Lux is a project undergoing active development. If you are interested in contributing to Lux, the open tasks on GitHub issues, esp. issues labelled with the tag easy
, are good places for newcomers to contribute. This guide contains information on the workflow for contributing to the Lux codebase. For more information on the Lux architecture, see this documentation page.
To setup Lux manually for development purposes, you should fork the Github repo and clone the forked version.
git clone https://github.7dj.vip/USERNAME/lux.git
You can install Lux by building from the source code in your fork directly:
cd lux/
pip install --user -r requirements.txt
pip install --user -r requirements-dev.txt
python setup.py install
When you make a change to the source code in the lux/
folder, you can rebuild by doing this:
python setup.py install
It is often useful to test your code changes via Jupyter notebook. To debug your code changes, you can import a "local" copy of Lux without having to rebuild the changes everytime.
For example, you can have a test notebook test.ipynb
that imports. Note that when you do import lux
at this path, it imports the local lux/ module instead of your global installation (either system-wide or in your virtual environment).
lux/
- test.ipynb
- lux/
In order to keep our codebase clean and readible, we are using PEP8 guidelines. To help us maintain and check code style, we are using black. Simply run black .
before commiting. Without running black, the checks on the continuous integration tests can fail. black
should be installed for you as part of requirements-dev.
There is a suite of test files for ensuring that Lux is working correctly. These tests are triggered to run via Travis CI whenever there is a commit made to the lux repository. You can run them locally to make sure that your changes are working and do not break any of the existing tests.
To run all the tests, including checking for code formatting, run:
make test
To run a single test file, run:
python -m pytest tests/<test_file_name>.py
You can commit your code and push to your forked repo. Once all of your local changes have been tested and formatted, you are ready to submit a PR. For Lux, we use the "Squash and Merge" strategy to merge in PR, which means that even if you make a lot of small commits in your PR, they will all get squashed into a single commit associated with the PR. Please make sure that comments and unnecessary file changes are not committed as part of the PR by looking at the "File Changes" diff view on the pull request page.
Once the pull request is submitted, the maintainer will get notified and review your pull request.
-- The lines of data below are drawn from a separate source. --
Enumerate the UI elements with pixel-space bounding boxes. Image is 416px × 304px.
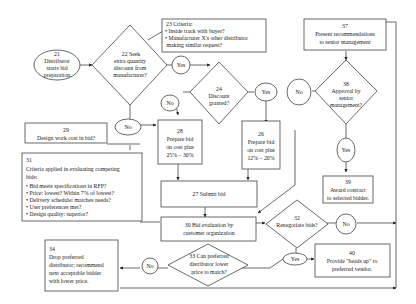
svg-text:Yes: Yes xyxy=(177,62,186,68)
flowchart-diagram: 21Distributorstarts bidpreparation 22 Se… xyxy=(0,0,416,304)
node-28-prepare-bid-high: 28Prepare bidon cost plus25% – 30% xyxy=(158,120,202,164)
node-40-heads-up: 40Provide "heads up" topreferred vendor. xyxy=(315,244,390,277)
node-39-award-contract: 39Award contractto selected bidder. xyxy=(323,176,373,203)
node-24-decision: 24Discountgranted? xyxy=(190,62,248,124)
node-22-decision: 22 Seekextra quantitydiscount frommanufa… xyxy=(92,25,167,105)
svg-text:No: No xyxy=(166,100,173,106)
svg-text:33 Can preferreddistributor lo: 33 Can preferreddistributor lowerprice t… xyxy=(189,253,228,275)
node-27-submit-bid: 27 Submit bid xyxy=(161,181,257,207)
no-label-22: No xyxy=(115,119,141,135)
yes-label-38: Yes xyxy=(337,138,355,162)
svg-text:Yes: Yes xyxy=(291,256,300,262)
yes-label-32: Yes xyxy=(283,253,307,265)
node-32-renegotiate: 32Renegotiate bids? xyxy=(266,200,328,248)
node-34-drop-preferred: 34Drop preferreddistributor; recommendne… xyxy=(45,240,118,291)
node-31-criteria: 31Criteria applied in evaluating competi… xyxy=(22,153,142,221)
svg-text:Yes: Yes xyxy=(342,147,351,153)
node-37-present-recommendations: 37Present recommendationsto senior manag… xyxy=(304,19,386,50)
no-label-32: No xyxy=(336,214,356,234)
svg-text:No: No xyxy=(342,221,349,227)
svg-text:No: No xyxy=(295,89,302,95)
node-29-design-cost: 29Design work cost in bid? xyxy=(25,123,107,143)
node-21-start: 21Distributorstarts bidpreparation xyxy=(34,50,80,80)
svg-text:No: No xyxy=(124,124,131,130)
no-label-33: No xyxy=(142,258,158,274)
svg-text:No: No xyxy=(146,263,153,269)
svg-text:Yes: Yes xyxy=(262,89,271,95)
node-23-criteria: 23 Criteria:• Inside track with buyer?• … xyxy=(162,19,266,52)
node-30-bid-evaluation: 30 Bid evaluation bycustomer organizatio… xyxy=(161,217,256,241)
svg-text:27 Submit bid: 27 Submit bid xyxy=(193,191,226,197)
no-label-38: No xyxy=(287,79,311,105)
node-26-prepare-bid-low: 26Prepare bidon cost plus12% – 20% xyxy=(242,121,280,169)
yes-label-24: Yes xyxy=(255,83,277,101)
node-33-price-match: 33 Can preferreddistributor lowerprice t… xyxy=(168,244,248,286)
node-38-approval: 38Approval byseniormanagement? xyxy=(315,60,377,124)
no-label-24: No xyxy=(161,95,179,111)
yes-label-22: Yes xyxy=(172,56,190,74)
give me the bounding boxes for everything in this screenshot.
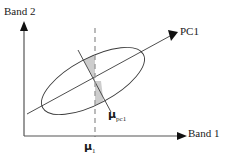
mu-pc1-subscript: pc1 <box>116 115 126 123</box>
pc1-mean-label: μpc1 <box>108 108 126 123</box>
band1-mean-label: μ1 <box>84 140 96 155</box>
shaded-region-upper <box>78 40 95 81</box>
data-distribution-ellipse <box>32 34 154 128</box>
x-axis-label: Band 1 <box>188 128 219 139</box>
mu-symbol: μ <box>84 140 92 153</box>
pc1-label: PC1 <box>180 26 199 37</box>
mu-subscript: 1 <box>92 147 96 155</box>
mu-pc1-symbol: μ <box>108 108 116 121</box>
band1-axis-arrowhead-icon <box>177 132 187 140</box>
band2-axis-arrowhead-icon <box>20 21 28 31</box>
pc1-arrowhead-icon <box>168 30 178 41</box>
y-axis-label: Band 2 <box>4 6 35 17</box>
figure-canvas: Band 2 Band 1 PC1 μ1 μpc1 <box>0 0 232 161</box>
They may ask for additional changes or comment on the PR. You can always make updates to your pull request after submitting it.
Lux uses Sphinx to generate the documentations, which contains both the docstring and the written documentation in the doc/
folder. To build the documentation in HTML, you can run this command locally in the doc/
folder:
make html
This generates all the HTML documentation files in doc/_build/html/
. The configuration file conf.py
contains information related to Sphinx settings. The Sphinx documentations are written as ReStructuredText (*.rst
files) and mostly stored in the source/
folder. The documentation inside source/reference
is auto-generated by Sphinx. The repository is linked with ReadTheDocs, which triggers the build for the latest documentation based on the most recent commit. As a result, we do not commit anything inside doc/_build
in the Github repository.
In order to update the conda recipe on conda forge, you can follow the steps here. The conda recipe needs to be updated when either a new dependency is added or when the version number needs to be updated in the case of a new release.